Wednesday, August 19, 2009

The Award for Best Orchestration Goes to .....

Andy Driscoll of KFAI is a veteran broadcaster, public affairs specialist, award-
winning documentarian, and investigative journalist. (If you don't believe me,
just read his bio.) I think he's worthy of another award for this direct, first-hand
evidence of the orchestration and media manipulation associated with the
Obama health care plan protest rallies.

I got a call today from Representative McCollum's office in St. Paul.
Tomorrow the so-called tea party guys are supposed to show up at
11 AM tomorrow. And they're trying to get the media to come in and
put these guys on the hot seat.

That's a blockbuster. Government officials arranging for journalists to show up at rallies
to put citizens "on the hot seat" for exercising their First Amendment rights. Is
that legal for Congress people and their staffs to do?

Regardless, I can only imagine the convulsions of rage this would inspire among
local Demcrats (in and out of the media) if Michele Bachmann tried something like
this. She was mocked, scorned, and nearly run out office by these same people
for her far less inflammatory suggestion that perhaps the media should investigate
her fellow members of Congress.

Never fear, being an award-winning member of the media, I assume Mr. Driscoll
laughed at the notion that he would even consider obeying a government official's
request to participate in a coordinated effort to investigate her political opponents.

Well, there was some laughter involved. Unfortunately, it was laughing along with
these governnment officials instead of at their highly inappropriate suggestion.
Andy Driscoll, from the comment section of a MinnPost article by Doug Grow
about this rally:

I was present for this melee, and the growing hysteria that consumes
the worst of the teabaggers also set the mob in motion and led to an amazing
string of vitriolic anti-government claims of fascist takeover of our lives.

It was difficult not to laugh out loud at the outlandish claims-cum-
slogans that came rolling out of the angriest of them. Heath care was the front
issue for a much deeper set of complaints about "government takeover of our
lives." This betrayed a set of platitudes obviously spouted by conservative talk
radio and cable news. All attempts to extract reason from individual conversation
inevitably led to an insistence, among other thing, that not everyone in this
country deserves access to health care.

Doug Grow's outstanding coverage above barely touches the depth of disgust
and disingenuousness of this crowd's mental set.

Nice job, Doug. Enjoyed laughing together.

If an actual riot didn't break out at this rally, at least the media had their own
laugh riot, at the protestors' expense.

There is no mention of whether Doug Grow was called by Rep. McCollum's office
and tipped off to attend and put the protestors "on the hot seat." But his
reporting included this exchange (excerpts):

After the meeting, I approached an older woman who had made strong
statements in opposition to "government-run programs." (....)

"Could I have your name, please?" I asked.

"Who are you?" she said.

I re-introduced myself as a reporter from MinnPost.

"I'm not going to give you my name,'' she said. "It may end up on an
enemies list."

By design or not, hot seat applied Twin Cities media. Mission accomplished.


=== Task brief ===
Every line of the listing that follows must be written out unchanged.

•••••

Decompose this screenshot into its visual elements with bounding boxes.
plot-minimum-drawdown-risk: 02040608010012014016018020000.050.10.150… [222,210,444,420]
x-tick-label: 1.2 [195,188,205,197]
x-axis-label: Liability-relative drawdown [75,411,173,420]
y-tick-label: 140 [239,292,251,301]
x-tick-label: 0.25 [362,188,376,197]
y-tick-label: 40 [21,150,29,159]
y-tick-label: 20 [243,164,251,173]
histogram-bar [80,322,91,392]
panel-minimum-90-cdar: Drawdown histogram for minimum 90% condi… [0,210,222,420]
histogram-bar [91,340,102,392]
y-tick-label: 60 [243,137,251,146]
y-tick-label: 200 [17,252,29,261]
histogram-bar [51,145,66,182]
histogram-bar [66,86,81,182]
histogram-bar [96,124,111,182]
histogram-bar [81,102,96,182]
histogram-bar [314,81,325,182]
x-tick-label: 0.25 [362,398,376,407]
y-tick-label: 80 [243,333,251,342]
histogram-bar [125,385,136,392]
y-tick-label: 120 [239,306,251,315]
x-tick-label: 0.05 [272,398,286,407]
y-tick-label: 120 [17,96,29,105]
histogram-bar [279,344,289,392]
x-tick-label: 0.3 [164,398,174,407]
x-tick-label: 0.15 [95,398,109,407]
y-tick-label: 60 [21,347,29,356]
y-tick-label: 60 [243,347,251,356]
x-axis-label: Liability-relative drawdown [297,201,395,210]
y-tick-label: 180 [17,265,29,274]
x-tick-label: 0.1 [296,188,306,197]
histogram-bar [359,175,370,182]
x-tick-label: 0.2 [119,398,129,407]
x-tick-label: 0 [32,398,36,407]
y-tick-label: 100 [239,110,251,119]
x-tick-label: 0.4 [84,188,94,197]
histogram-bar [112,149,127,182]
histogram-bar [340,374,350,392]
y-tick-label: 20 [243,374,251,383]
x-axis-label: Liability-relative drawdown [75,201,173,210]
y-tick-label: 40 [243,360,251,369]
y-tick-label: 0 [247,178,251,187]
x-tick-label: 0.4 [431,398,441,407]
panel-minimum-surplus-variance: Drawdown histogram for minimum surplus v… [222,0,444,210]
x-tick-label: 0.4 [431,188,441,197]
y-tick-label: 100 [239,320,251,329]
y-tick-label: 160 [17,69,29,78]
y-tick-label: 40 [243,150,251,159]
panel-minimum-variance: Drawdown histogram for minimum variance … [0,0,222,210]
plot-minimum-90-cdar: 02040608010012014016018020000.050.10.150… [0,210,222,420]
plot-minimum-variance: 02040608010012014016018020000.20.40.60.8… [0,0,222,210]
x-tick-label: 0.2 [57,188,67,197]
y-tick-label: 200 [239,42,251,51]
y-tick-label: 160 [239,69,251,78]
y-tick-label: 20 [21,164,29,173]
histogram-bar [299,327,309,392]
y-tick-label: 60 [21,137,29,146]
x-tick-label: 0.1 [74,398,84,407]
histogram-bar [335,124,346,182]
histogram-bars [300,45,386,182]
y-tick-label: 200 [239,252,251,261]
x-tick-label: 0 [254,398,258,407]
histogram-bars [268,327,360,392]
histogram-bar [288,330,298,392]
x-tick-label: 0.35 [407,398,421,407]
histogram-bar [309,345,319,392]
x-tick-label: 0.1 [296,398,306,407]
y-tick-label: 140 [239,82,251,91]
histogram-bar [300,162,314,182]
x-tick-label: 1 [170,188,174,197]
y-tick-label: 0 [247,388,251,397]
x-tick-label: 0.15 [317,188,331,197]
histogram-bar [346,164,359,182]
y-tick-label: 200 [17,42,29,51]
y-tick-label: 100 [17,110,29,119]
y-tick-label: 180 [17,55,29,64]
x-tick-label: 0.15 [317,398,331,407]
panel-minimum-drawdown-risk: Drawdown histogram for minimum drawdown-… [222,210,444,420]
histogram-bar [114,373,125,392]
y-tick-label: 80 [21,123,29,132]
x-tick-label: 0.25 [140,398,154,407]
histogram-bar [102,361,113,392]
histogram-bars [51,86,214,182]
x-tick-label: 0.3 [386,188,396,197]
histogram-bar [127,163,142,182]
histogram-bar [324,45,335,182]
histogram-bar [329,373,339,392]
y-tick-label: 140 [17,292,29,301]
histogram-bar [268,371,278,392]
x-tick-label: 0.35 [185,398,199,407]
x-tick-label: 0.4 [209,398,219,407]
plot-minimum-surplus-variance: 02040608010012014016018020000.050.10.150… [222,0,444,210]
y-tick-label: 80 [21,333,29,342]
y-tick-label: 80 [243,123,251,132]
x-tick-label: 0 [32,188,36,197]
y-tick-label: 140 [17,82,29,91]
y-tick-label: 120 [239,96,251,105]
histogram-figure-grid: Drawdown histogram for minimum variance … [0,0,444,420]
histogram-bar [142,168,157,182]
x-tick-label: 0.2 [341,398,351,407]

•••••

=== Answer for the task ===
Decompose this screenshot into its visual elements with bounding boxes.
plot-minimum-drawdown-risk: 02040608010012014016018020000.050.10.150… [222,210,444,420]
x-tick-label: 1.2 [195,188,205,197]
x-axis-label: Liability-relative drawdown [75,411,173,420]
y-tick-label: 140 [239,292,251,301]
x-tick-label: 0.25 [362,188,376,197]
y-tick-label: 40 [21,150,29,159]
y-tick-label: 20 [243,164,251,173]
histogram-bar [80,322,91,392]
panel-minimum-90-cdar: Drawdown histogram for minimum 90% condi… [0,210,222,420]
histogram-bar [91,340,102,392]
y-tick-label: 60 [243,137,251,146]
y-tick-label: 200 [17,252,29,261]
histogram-bar [51,145,66,182]
histogram-bar [66,86,81,182]
histogram-bar [96,124,111,182]
histogram-bar [81,102,96,182]
histogram-bar [314,81,325,182]
x-tick-label: 0.25 [362,398,376,407]
y-tick-label: 80 [243,333,251,342]
histogram-bar [125,385,136,392]
y-tick-label: 120 [239,306,251,315]
x-tick-label: 0.05 [272,398,286,407]
y-tick-label: 120 [17,96,29,105]
histogram-bar [279,344,289,392]
x-tick-label: 0.3 [164,398,174,407]
x-tick-label: 0.15 [95,398,109,407]
y-tick-label: 60 [21,347,29,356]
y-tick-label: 60 [243,347,251,356]
x-axis-label: Liability-relative drawdown [297,201,395,210]
y-tick-label: 180 [17,265,29,274]
x-tick-label: 0.1 [296,188,306,197]
histogram-bar [359,175,370,182]
x-tick-label: 0.2 [119,398,129,407]
x-tick-label: 0 [32,398,36,407]
y-tick-label: 100 [239,110,251,119]
x-tick-label: 0.4 [84,188,94,197]
histogram-bar [112,149,127,182]
histogram-bar [340,374,350,392]
y-tick-label: 20 [243,374,251,383]
x-axis-label: Liability-relative drawdown [75,201,173,210]
y-tick-label: 40 [243,360,251,369]
y-tick-label: 0 [247,178,251,187]
x-tick-label: 0.4 [431,398,441,407]
panel-minimum-surplus-variance: Drawdown histogram for minimum surplus v… [222,0,444,210]
x-tick-label: 0.4 [431,188,441,197]
y-tick-label: 100 [239,320,251,329]
y-tick-label: 160 [17,69,29,78]
y-tick-label: 40 [243,150,251,159]
panel-minimum-variance: Drawdown histogram for minimum variance … [0,0,222,210]
plot-minimum-90-cdar: 02040608010012014016018020000.050.10.150… [0,210,222,420]
plot-minimum-variance: 02040608010012014016018020000.20.40.60.8… [0,0,222,210]
x-tick-label: 0.2 [57,188,67,197]
y-tick-label: 200 [239,42,251,51]
y-tick-label: 160 [239,69,251,78]
y-tick-label: 20 [21,164,29,173]
histogram-bar [299,327,309,392]
y-tick-label: 60 [21,137,29,146]
x-tick-label: 0.1 [74,398,84,407]
histogram-bar [335,124,346,182]
histogram-bars [300,45,386,182]
y-tick-label: 200 [239,252,251,261]
x-tick-label: 0 [254,398,258,407]
histogram-bars [268,327,360,392]
histogram-bar [288,330,298,392]
x-tick-label: 0.35 [407,398,421,407]
histogram-bar [309,345,319,392]
x-tick-label: 0.1 [296,398,306,407]
y-tick-label: 140 [239,82,251,91]
histogram-bar [300,162,314,182]
x-tick-label: 1 [170,188,174,197]
y-tick-label: 0 [247,388,251,397]
x-tick-label: 0.15 [317,188,331,197]
histogram-bar [346,164,359,182]
y-tick-label: 200 [17,42,29,51]
y-tick-label: 100 [17,110,29,119]
y-tick-label: 180 [17,55,29,64]
x-tick-label: 0.15 [317,398,331,407]
panel-minimum-drawdown-risk: Drawdown histogram for minimum drawdown-… [222,210,444,420]
histogram-bar [114,373,125,392]
y-tick-label: 80 [21,123,29,132]
x-tick-label: 0.25 [140,398,154,407]
histogram-bar [102,361,113,392]
histogram-bars [51,86,214,182]
x-tick-label: 0.3 [386,188,396,197]
histogram-bar [127,163,142,182]
histogram-bar [324,45,335,182]
histogram-bar [329,373,339,392]
y-tick-label: 140 [17,292,29,301]
histogram-bar [268,371,278,392]
x-tick-label: 0.35 [185,398,199,407]
x-tick-label: 0.4 [209,398,219,407]
plot-minimum-surplus-variance: 02040608010012014016018020000.050.10.150… [222,0,444,210]
y-tick-label: 80 [21,333,29,342]
y-tick-label: 80 [243,123,251,132]
x-tick-label: 0 [32,188,36,197]
y-tick-label: 140 [17,82,29,91]
y-tick-label: 120 [239,96,251,105]
histogram-figure-grid: Drawdown histogram for minimum variance … [0,0,444,420]
histogram-bar [142,168,157,182]
x-tick-label: 0.2 [341,398,351,407]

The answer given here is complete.